Good thing for Saab mechanics that Saabs have come a long way since Kurt Vonnegut used to sell them. And good thing for readers, Vonnegut’s Saab dealership was a complete bust, thanks to the fact that irony doesn’t sell cars and Saab actually had some horrendous repair problems back in the day.
In fact, Vonnegut long blamed the Saab for why he never won a Nobel Prize.
“The Saab then as now was a Swedish car, and I now believe my failure as a dealer so long ago explains what would otherwise remain a deep mystery,” Vonnegut joked. “Why the Swedes have never given me a Nobel Prize for Literature. Old Norwegian proverb: ‘Swedes have short (%*$) but long memories.’”
Bottom line, the Swedes created better watches than automobiles.
“The Saab back then was a far cry from the sleek, powerful, four-stroke Yuppie uniform it is today. It was the wet dream, if you like, of engineers in an airplane factory who had never made a car before.”
Saabs at the time had a design flaw that allowed oil to separate from the gas if left to sit too long.
“I actually blacked out the whole town of Woods Hole at high noon that way, having left a Saab on a parking lot there for about a week. I am told old timers there still wonder out loud about where all that smoke could have come from. I came to speak ill of Swedish engineering, and so diddled myself out of a Nobel Prize.”
Thankfully, Literature and Saab Repair Have Improved
Fortunately, Saabs these days are much better designed, as any Saab mechanic will tell you. Saabs are easy to repair, functional and last a long time. Perhaps if Vonnegut had started today as a Saab dealer, he would be known for great deals on functional cars, not literature’s king of irony.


=== About this task ===
The pictures stay out. Please retype every line below exactly.

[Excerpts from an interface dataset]
========

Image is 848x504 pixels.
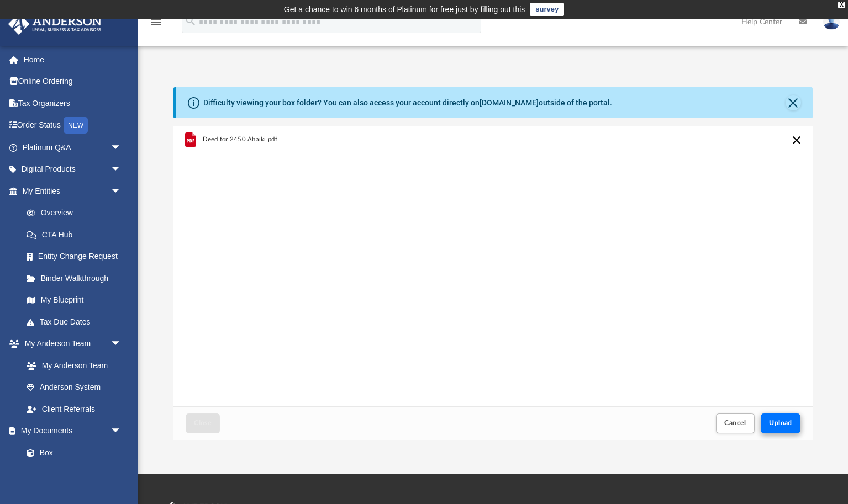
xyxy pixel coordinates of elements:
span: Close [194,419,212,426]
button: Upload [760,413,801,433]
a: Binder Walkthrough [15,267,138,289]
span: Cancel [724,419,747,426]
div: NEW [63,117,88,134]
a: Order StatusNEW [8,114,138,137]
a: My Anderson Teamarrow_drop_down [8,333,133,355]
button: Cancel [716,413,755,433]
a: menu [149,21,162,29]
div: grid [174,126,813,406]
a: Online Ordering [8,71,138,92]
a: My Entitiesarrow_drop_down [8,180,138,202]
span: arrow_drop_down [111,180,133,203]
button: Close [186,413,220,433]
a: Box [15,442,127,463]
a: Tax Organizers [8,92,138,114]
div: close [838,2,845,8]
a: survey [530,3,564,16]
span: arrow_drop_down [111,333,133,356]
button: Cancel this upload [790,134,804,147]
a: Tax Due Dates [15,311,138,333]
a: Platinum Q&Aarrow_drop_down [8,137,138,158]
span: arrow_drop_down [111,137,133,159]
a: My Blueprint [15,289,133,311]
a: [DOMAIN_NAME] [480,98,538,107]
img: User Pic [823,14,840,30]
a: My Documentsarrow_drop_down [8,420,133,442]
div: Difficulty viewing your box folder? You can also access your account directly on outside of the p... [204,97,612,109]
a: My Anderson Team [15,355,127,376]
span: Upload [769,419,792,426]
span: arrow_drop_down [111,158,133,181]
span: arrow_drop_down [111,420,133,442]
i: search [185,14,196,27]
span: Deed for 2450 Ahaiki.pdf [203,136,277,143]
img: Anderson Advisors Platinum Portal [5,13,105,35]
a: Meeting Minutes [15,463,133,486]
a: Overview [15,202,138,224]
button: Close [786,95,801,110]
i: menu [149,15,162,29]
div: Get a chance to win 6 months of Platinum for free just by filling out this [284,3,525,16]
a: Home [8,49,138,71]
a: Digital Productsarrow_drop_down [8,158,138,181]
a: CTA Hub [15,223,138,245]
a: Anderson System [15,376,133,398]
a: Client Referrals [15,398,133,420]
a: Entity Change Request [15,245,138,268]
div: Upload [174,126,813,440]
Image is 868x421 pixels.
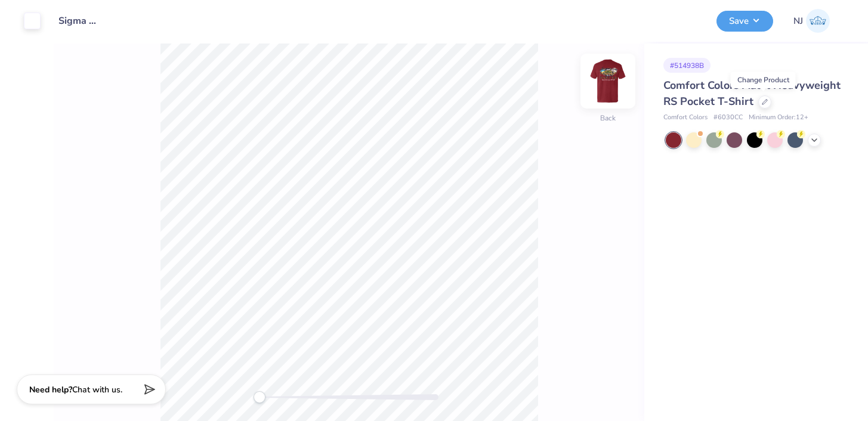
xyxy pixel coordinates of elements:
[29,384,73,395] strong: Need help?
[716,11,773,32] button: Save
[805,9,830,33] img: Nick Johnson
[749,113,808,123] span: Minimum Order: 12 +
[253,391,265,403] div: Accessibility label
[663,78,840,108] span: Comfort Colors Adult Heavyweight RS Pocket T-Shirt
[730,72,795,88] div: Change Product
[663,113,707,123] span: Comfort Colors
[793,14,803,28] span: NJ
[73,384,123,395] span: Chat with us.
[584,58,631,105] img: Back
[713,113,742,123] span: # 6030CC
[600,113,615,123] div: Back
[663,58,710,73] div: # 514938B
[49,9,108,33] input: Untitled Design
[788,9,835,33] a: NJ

========

=== Exercise result ===
Image is 848x504 pixels.
xyxy pixel coordinates of elements:
span: Close [194,419,212,426]
button: Upload [760,413,801,433]
a: Binder Walkthrough [15,267,138,289]
span: Cancel [724,419,747,426]
div: NEW [63,117,88,134]
a: Order StatusNEW [8,114,138,137]
a: My Anderson Teamarrow_drop_down [8,333,133,355]
button: Cancel [716,413,755,433]
a: menu [149,21,162,29]
div: grid [174,126,813,406]
a: Online Ordering [8,71,138,92]
a: My Entitiesarrow_drop_down [8,180,138,202]
span: arrow_drop_down [111,180,133,203]
button: Close [186,413,220,433]
a: Box [15,442,127,463]
a: Tax Organizers [8,92,138,114]
div: close [838,2,845,8]
a: survey [530,3,564,16]
span: arrow_drop_down [111,333,133,356]
button: Cancel this upload [790,134,804,147]
a: Tax Due Dates [15,311,138,333]
a: Platinum Q&Aarrow_drop_down [8,137,138,158]
span: arrow_drop_down [111,137,133,159]
a: My Blueprint [15,289,133,311]
a: [DOMAIN_NAME] [480,98,538,107]
img: User Pic [823,14,840,30]
a: My Documentsarrow_drop_down [8,420,133,442]
div: Difficulty viewing your box folder? You can also access your account directly on outside of the p... [204,97,612,109]
a: My Anderson Team [15,355,127,376]
span: Upload [769,419,792,426]
span: arrow_drop_down [111,158,133,181]
span: arrow_drop_down [111,420,133,442]
i: search [185,14,196,27]
span: Deed for 2450 Ahaiki.pdf [203,136,277,143]
img: Anderson Advisors Platinum Portal [5,13,105,35]
a: Meeting Minutes [15,463,133,486]
a: Overview [15,202,138,224]
button: Close [786,95,801,110]
i: menu [149,15,162,29]
div: Get a chance to win 6 months of Platinum for free just by filling out this [284,3,525,16]
a: Home [8,49,138,71]
a: Digital Productsarrow_drop_down [8,158,138,181]
a: CTA Hub [15,223,138,245]
a: Anderson System [15,376,133,398]
a: Client Referrals [15,398,133,420]
a: Entity Change Request [15,245,138,268]
div: Upload [174,126,813,440]
Image is 868x421 pixels.
xyxy pixel coordinates of elements:
[29,384,73,395] strong: Need help?
[716,11,773,32] button: Save
[805,9,830,33] img: Nick Johnson
[749,113,808,123] span: Minimum Order: 12 +
[253,391,265,403] div: Accessibility label
[663,78,840,108] span: Comfort Colors Adult Heavyweight RS Pocket T-Shirt
[730,72,795,88] div: Change Product
[663,113,707,123] span: Comfort Colors
[793,14,803,28] span: NJ
[73,384,123,395] span: Chat with us.
[584,58,631,105] img: Back
[713,113,742,123] span: # 6030CC
[600,113,615,123] div: Back
[663,58,710,73] div: # 514938B
[49,9,108,33] input: Untitled Design
[788,9,835,33] a: NJ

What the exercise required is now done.